Kamala Harris had a chance to rally the working class in deep red Pennsylvania.
She did an invite-only pit stop instead.
Hundreds of supporters chanted “Ka-ma-la” when the vice president arrived Friday at the Johnstown airport.
Driving a road lined with Trump signs on her way into town, Harris spoke for 30 minutes at local bookstore, Classic Elements, intending to show her support for small businesses.
Later in the day, she rallied in Wilkes-Barre, about 200 miles to the northeast.
But in Johnstown, both the airport and bookstore were by invitation only – to the chagrin of voters who wanted to hear what the vice president could offer their left-behind city.
“She’s hiding from most of the people,” Ed Luce told The Post. “She needs to convince a lot of the working poor people.”
Johnstown used to be a union Democratic stronghold.
After a 1977 flood destroyed the mines and mills, high-paying union jobs disappeared and the city gradually flipped red.
Trump won the surrounding county with over 67% of the vote in 2016 and 2020.
Pennsylvania’s 19 electoral votes are critical to victory this November.
“Old school Democrats are what the Republicans are now,” said Jim Ardary, referring to the values of hard work and love of country.
He spent his Friday keeping Trump protesters from disrupting Harris’s bookstore event.
An Obama-Trump voter, he’s excited about Trump’s recent proposal not to tax overtime pay.
“I still believe the Democrats are the working man’s party,” Greg Dadura, vice president of United Steelworkers Local 2632, told The Post.
He cited the Democratic Party’s support for union organizing and how Trump encouraged Tesla CEO Elon Musk to fire striking workers.
Still, Trump has the votes of many of Dadura’s union members, and workers who couldn’t get a union job after the Johnstown flood.
“The way the economy was going, I ended up out on the road doing industrial weed control,” said Luce, 63.
An Obama-Trump voter, Luce is weighing whether to vote Trump or Harris – or at all.
After Tuesday’s debate, Luce thought Trump might drop out.
As for Harris’s performance, “I wasn’t persuaded,” he said.
“Harris needs to show more of what her policies are. I still don’t know what she’s gonna do,” wishing she’d articulate how she’d raise wages and improve healthcare.

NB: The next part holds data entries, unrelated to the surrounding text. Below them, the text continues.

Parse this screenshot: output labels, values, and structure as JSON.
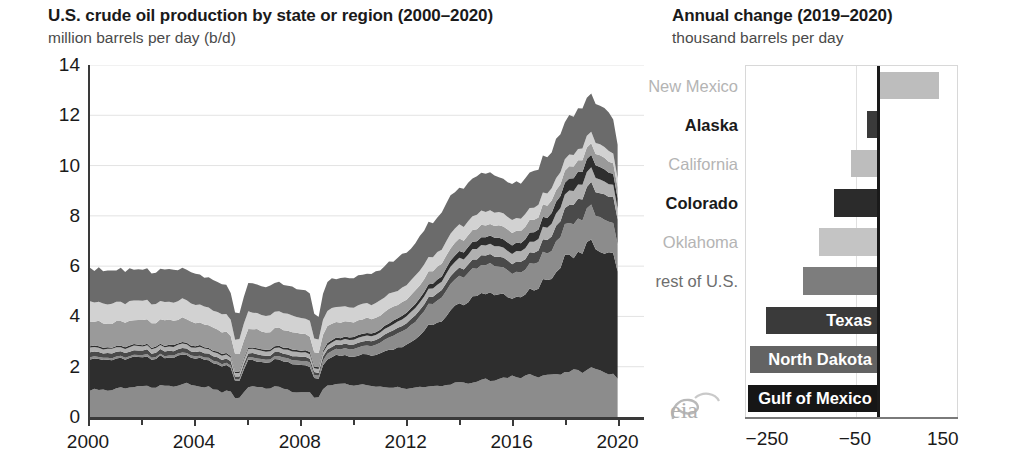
{
  "left": {
    "title": "U.S. crude oil production by state or region (2000–2020)",
    "subtitle": "million barrels per day (b/d)"
  },
  "right": {
    "title": "Annual change (2019–2020)",
    "subtitle": "thousand barrels per day"
  },
  "logo": {
    "name": "eia-logo",
    "text": "eia"
  },
  "chart_data": [
    {
      "type": "area",
      "stacked": true,
      "title": "U.S. crude oil production by state or region (2000–2020)",
      "xlabel": "",
      "ylabel": "million barrels per day (b/d)",
      "xlim": [
        2000,
        2021
      ],
      "ylim": [
        0,
        14
      ],
      "ytick_labels": [
        "0",
        "2",
        "4",
        "6",
        "8",
        "10",
        "12",
        "14"
      ],
      "ytick_values": [
        0,
        2,
        4,
        6,
        8,
        10,
        12,
        14
      ],
      "xtick_labels": [
        "2000",
        "2004",
        "2008",
        "2012",
        "2016",
        "2020"
      ],
      "xtick_values": [
        2000,
        2004,
        2008,
        2012,
        2016,
        2020
      ],
      "grid": "horizontal",
      "legend": "none",
      "x": [
        2000,
        2001,
        2002,
        2003,
        2004,
        2005,
        2006,
        2007,
        2008,
        2009,
        2010,
        2011,
        2012,
        2013,
        2014,
        2015,
        2016,
        2017,
        2018,
        2019,
        2020
      ],
      "series": [
        {
          "name": "Gulf of Mexico",
          "color": "#8c8c8c",
          "values": [
            1.05,
            1.1,
            1.2,
            1.25,
            1.3,
            1.0,
            1.15,
            1.2,
            0.95,
            1.3,
            1.3,
            1.2,
            1.15,
            1.2,
            1.35,
            1.5,
            1.6,
            1.65,
            1.75,
            1.9,
            1.65
          ]
        },
        {
          "name": "Texas",
          "color": "#2e2e2e",
          "values": [
            1.25,
            1.2,
            1.15,
            1.15,
            1.1,
            1.05,
            1.05,
            1.05,
            1.1,
            1.1,
            1.15,
            1.3,
            1.75,
            2.45,
            3.15,
            3.45,
            3.2,
            3.5,
            4.4,
            5.05,
            4.65
          ]
        },
        {
          "name": "North Dakota",
          "color": "#8c8c8c",
          "values": [
            0.09,
            0.08,
            0.08,
            0.08,
            0.09,
            0.1,
            0.11,
            0.12,
            0.17,
            0.22,
            0.3,
            0.42,
            0.65,
            0.85,
            1.1,
            1.15,
            1.0,
            1.05,
            1.25,
            1.42,
            1.15
          ]
        },
        {
          "name": "New Mexico",
          "color": "#4a4a4a",
          "values": [
            0.19,
            0.18,
            0.18,
            0.18,
            0.17,
            0.17,
            0.16,
            0.16,
            0.16,
            0.17,
            0.18,
            0.2,
            0.23,
            0.28,
            0.33,
            0.38,
            0.4,
            0.47,
            0.67,
            0.93,
            1.07
          ]
        },
        {
          "name": "Oklahoma",
          "color": "#b0b0b0",
          "values": [
            0.18,
            0.17,
            0.17,
            0.17,
            0.17,
            0.17,
            0.17,
            0.17,
            0.18,
            0.18,
            0.19,
            0.21,
            0.27,
            0.33,
            0.38,
            0.42,
            0.4,
            0.46,
            0.54,
            0.58,
            0.46
          ]
        },
        {
          "name": "Colorado",
          "color": "#2e2e2e",
          "values": [
            0.06,
            0.06,
            0.06,
            0.06,
            0.06,
            0.06,
            0.06,
            0.07,
            0.08,
            0.09,
            0.1,
            0.12,
            0.15,
            0.19,
            0.27,
            0.33,
            0.33,
            0.37,
            0.48,
            0.52,
            0.42
          ]
        },
        {
          "name": "Alaska",
          "color": "#9a9a9a",
          "values": [
            0.97,
            0.96,
            0.98,
            0.97,
            0.91,
            0.86,
            0.74,
            0.72,
            0.68,
            0.65,
            0.6,
            0.56,
            0.53,
            0.51,
            0.48,
            0.48,
            0.49,
            0.48,
            0.47,
            0.46,
            0.44
          ]
        },
        {
          "name": "California",
          "color": "#d2d2d2",
          "values": [
            0.79,
            0.77,
            0.76,
            0.74,
            0.73,
            0.7,
            0.69,
            0.66,
            0.64,
            0.62,
            0.6,
            0.59,
            0.58,
            0.57,
            0.56,
            0.54,
            0.51,
            0.48,
            0.47,
            0.45,
            0.39
          ]
        },
        {
          "name": "rest of U.S.",
          "color": "#6b6b6b",
          "values": [
            1.33,
            1.3,
            1.28,
            1.26,
            1.23,
            1.16,
            1.16,
            1.14,
            1.1,
            1.14,
            1.17,
            1.22,
            1.3,
            1.4,
            1.52,
            1.53,
            1.4,
            1.42,
            1.53,
            1.6,
            1.42
          ]
        }
      ]
    },
    {
      "type": "bar",
      "orientation": "horizontal",
      "title": "Annual change (2019–2020)",
      "xlabel": "thousand barrels per day",
      "ylabel": "",
      "xlim": [
        -300,
        180
      ],
      "xtick_labels": [
        "−250",
        "−50",
        "150"
      ],
      "xtick_values": [
        -250,
        -50,
        150
      ],
      "grid": "vertical",
      "categories": [
        "New Mexico",
        "Alaska",
        "California",
        "Colorado",
        "Oklahoma",
        "rest of U.S.",
        "Texas",
        "North Dakota",
        "Gulf of Mexico"
      ],
      "values": [
        140,
        -25,
        -62,
        -100,
        -135,
        -170,
        -255,
        -290,
        -295
      ],
      "bars": [
        {
          "label": "New Mexico",
          "value": 140,
          "color": "#bdbdbd",
          "label_style": "light",
          "label_inside": false
        },
        {
          "label": "Alaska",
          "value": -25,
          "color": "#3a3a3a",
          "label_style": "bold",
          "label_inside": false
        },
        {
          "label": "California",
          "value": -62,
          "color": "#bdbdbd",
          "label_style": "light",
          "label_inside": false
        },
        {
          "label": "Colorado",
          "value": -100,
          "color": "#2b2b2b",
          "label_style": "bold",
          "label_inside": false
        },
        {
          "label": "Oklahoma",
          "value": -135,
          "color": "#c4c4c4",
          "label_style": "light",
          "label_inside": false
        },
        {
          "label": "rest of U.S.",
          "value": -170,
          "color": "#7d7d7d",
          "label_style": "mid",
          "label_inside": false
        },
        {
          "label": "Texas",
          "value": -255,
          "color": "#3a3a3a",
          "label_style": "bold",
          "label_inside": true
        },
        {
          "label": "North Dakota",
          "value": -290,
          "color": "#636363",
          "label_style": "bold",
          "label_inside": true
        },
        {
          "label": "Gulf of Mexico",
          "value": -295,
          "color": "#161616",
          "label_style": "bold",
          "label_inside": true
        }
      ]
    }
  ]
}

This might have been Luce’s opportunity to hear Harris, if he was invited to one of her events.
Donald Trump rallied in Johnstown on Sept. 4.
More than 6,000 people squeezed into the Cambria County War Memorial, with a line stretching back almost two miles.
They just had to register beforehand and get in line.
When the indoor venue reached capacity, thousands more watched Trump on a jumbotron outside the memorial-turned-hockey rink.
“She could have gone down to the War Memorial like Trump did,” Luce told The Post, but understands “city folks get scared out in the country.”
A shooter tried to assassinate Trump July 13, just 1.5 hours away in Butler, Pennsylvania.
“Knowing it’s MAGA land, she had some balls coming,” AJ Hasley, a veteran and cook, told The Post, but he felt insulted by Harris’s invite-only events.
“If you’re campaigning, your job is to get your word out to as many people as possible,” Hasley said.
“To do invite only, it makes me think she only cares about the rich people, the people going to give money to her campaign.”
Hasley, 39, hasn’t voted before. He plans to cast his first-ever ballot for Trump, but said, “I really don’t know that much about [Kamala]. I wouldn’t have minded to watch her talk.”
“I just don’t think it’s fair,” Arriana Dixon, a server who plans to vote for Harris, told The Post.
Dixon thought the vice president came to send a message: “I’m not forgetting about y’all.”
But wanting to know how Harris would secure the border, she said, “I would have liked to see her.”
“We didn’t even get a chance,” Phyllis Champine told The Post.
She proudly wore a homemade Kamala Harris blouse when Trump came to Johnstown.